If the U.S. Supreme Court agrees to hear the Rhode Island school prayer case, Granite and Alpine school districts will ask a Utah federal court judge to postpone trial on the Utah school prayer case until after the Supreme Court rules.
Attorneys for the districts and the Utah Chapter of the American Civil Liberties Union appeared in federal court Friday afternoon to schedule pretrial hearings on the ACLU's suit to stop prayer at high school graduations.Granite attorney John Robson asked U.S. District Judge Thomas Greene to postpone the first pretrial hearing until March 29 to give the Supreme Court time to decide whether it would take the Rhode Island case.
The case is 11th on the Supreme Court's calendar, he said. The court should decide within two weeks whether to hear the case, he said.
The Utah attorney general filed a friend-of-the-court brief on behalf of Rhode Island, urging the top court to hear the case. The Utah State Board of Education sent Rhode Island $10,000 of state money to defray legal costs associated with the Supreme Court appeal.
The Society of Separationists threatened to sue the attorney general and the state school board for those actions, claiming that they violated an article in the state constitution that prohibits spending state money on religious activities. However, no suit has yet been filed.
State officials say they assisted Rhode Island in its appeal because the Rhode Island case is similar enough to the Utah case that a Supreme Court ruling will make the cost of the Utah battle unnecessary. Utah's suit deals with students giving prayers at high school graduations. Rhode Island's suit centers on a prayer given by a rabbi at a middle school.
ACLU lawyers indicated in court Friday that they would oppose the districts' attempt to stay action on the Utah suit. When Robson suggested Greene hear his arguments to postpone the trial on March 29, ACLU attorney Diane Abegglen objected. Holding those arguments on the 29th did not give her enough time to prepare a brief in opposition to Robson's motion, she said.
Greene said he would wait to see what the Supreme Court did before deciding when to hear arguments on a postponement.
The March 29 hearing was scheduled for the ACLU to argue that the part of the suit dealing with the school districts' alleged violations of the state constitution should be heard by the Utah Supreme Court and not the federal court. The allegations of U.S. constitutional violations would be heard by Greene.
The school districts are expected to oppose that motion. "Sending it to the Supreme Court is premature," Robson told the Deseret News after Friday's hearing.
The ACLU filed its suit July 30 on behalf of Granite High graduate Kecia Albright and two Orem high faculty members. The suit said junior and senior high students and faculty are often forced to participate in acts of worship that violate their personal beliefs.
The school districts claim that prayer at high school graduation is an exercise of the constitutional right to free speech.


■ How to complete this task
Reproduce each entry exactly, so that everything except the pictures is carried over.

/---

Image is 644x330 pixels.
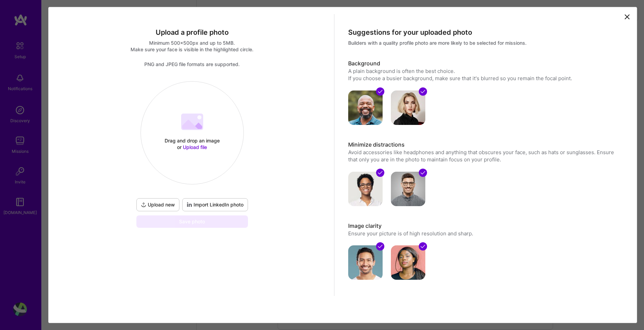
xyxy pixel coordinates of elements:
div: If you choose a busier background, make sure that it's blurred so you remain the focal point. [348,75,621,82]
img: avatar [348,90,383,125]
img: avatar [391,246,425,280]
div: To import a profile photo add your LinkedIn URL to your profile. [182,198,248,211]
button: Import LinkedIn photo [182,198,248,211]
div: Minimum 500x500px and up to 5MB. [55,40,329,46]
img: avatar [391,90,425,125]
div: A plain background is often the best choice. [348,67,621,75]
div: Drag and drop an image or Upload fileUpload newImport LinkedIn photoSave photo [135,81,249,228]
span: Upload file [183,144,207,150]
img: avatar [348,246,383,280]
div: Drag and drop an image or [163,137,221,150]
h3: Background [348,60,621,67]
i: icon UploadDark [141,202,146,208]
div: PNG and JPEG file formats are supported. [55,61,329,67]
h3: Minimize distractions [348,141,621,148]
h3: Image clarity [348,222,621,230]
p: Ensure your picture is of high resolution and sharp. [348,230,621,237]
span: Import LinkedIn photo [186,201,244,209]
p: Avoid accessories like headphones and anything that obscures your face, such as hats or sunglasse... [348,148,621,163]
i: icon LinkedInDarkV2 [186,202,192,208]
button: Upload new [136,198,180,211]
div: Upload a profile photo [55,28,329,37]
span: Upload new [141,201,175,209]
img: avatar [391,171,425,206]
div: Suggestions for your uploaded photo [348,28,621,37]
div: Make sure your face is visible in the highlighted circle. [55,46,329,53]
img: avatar [348,171,383,206]
div: Builders with a quality profile photo are more likely to be selected for missions. [348,40,621,46]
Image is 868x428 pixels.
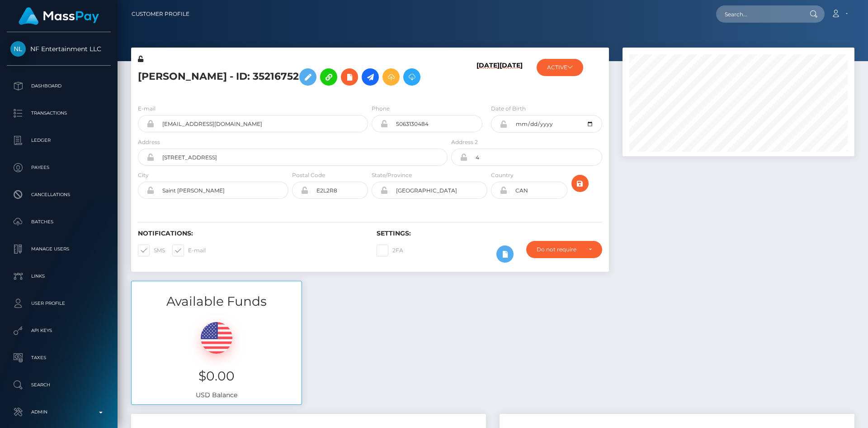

\---

■ Finished task
Image is 644x330 pixels.
xyxy pixel coordinates of elements:
div: If you choose a busier background, make sure that it's blurred so you remain the focal point. [348,75,621,82]
img: avatar [348,90,383,125]
img: avatar [391,246,425,280]
div: To import a profile photo add your LinkedIn URL to your profile. [182,198,248,211]
button: Import LinkedIn photo [182,198,248,211]
div: Minimum 500x500px and up to 5MB. [55,40,329,46]
img: avatar [391,90,425,125]
div: A plain background is often the best choice. [348,67,621,75]
div: Drag and drop an image or Upload fileUpload newImport LinkedIn photoSave photo [135,81,249,228]
span: Upload file [183,144,207,150]
img: avatar [348,246,383,280]
div: Drag and drop an image or [163,137,221,150]
h3: Background [348,60,621,67]
i: icon UploadDark [141,202,146,208]
div: PNG and JPEG file formats are supported. [55,61,329,67]
h3: Minimize distractions [348,141,621,148]
h3: Image clarity [348,222,621,230]
p: Ensure your picture is of high resolution and sharp. [348,230,621,237]
span: Import LinkedIn photo [186,201,244,209]
p: Avoid accessories like headphones and anything that obscures your face, such as hats or sunglasse... [348,148,621,163]
i: icon LinkedInDarkV2 [186,202,192,208]
button: Upload new [136,198,180,211]
div: Upload a profile photo [55,28,329,37]
span: Upload new [141,201,175,209]
img: avatar [391,171,425,206]
div: Suggestions for your uploaded photo [348,28,621,37]
div: Make sure your face is visible in the highlighted circle. [55,46,329,53]
img: avatar [348,171,383,206]
div: Builders with a quality profile photo are more likely to be selected for missions. [348,40,621,46]
Image is 868x428 pixels.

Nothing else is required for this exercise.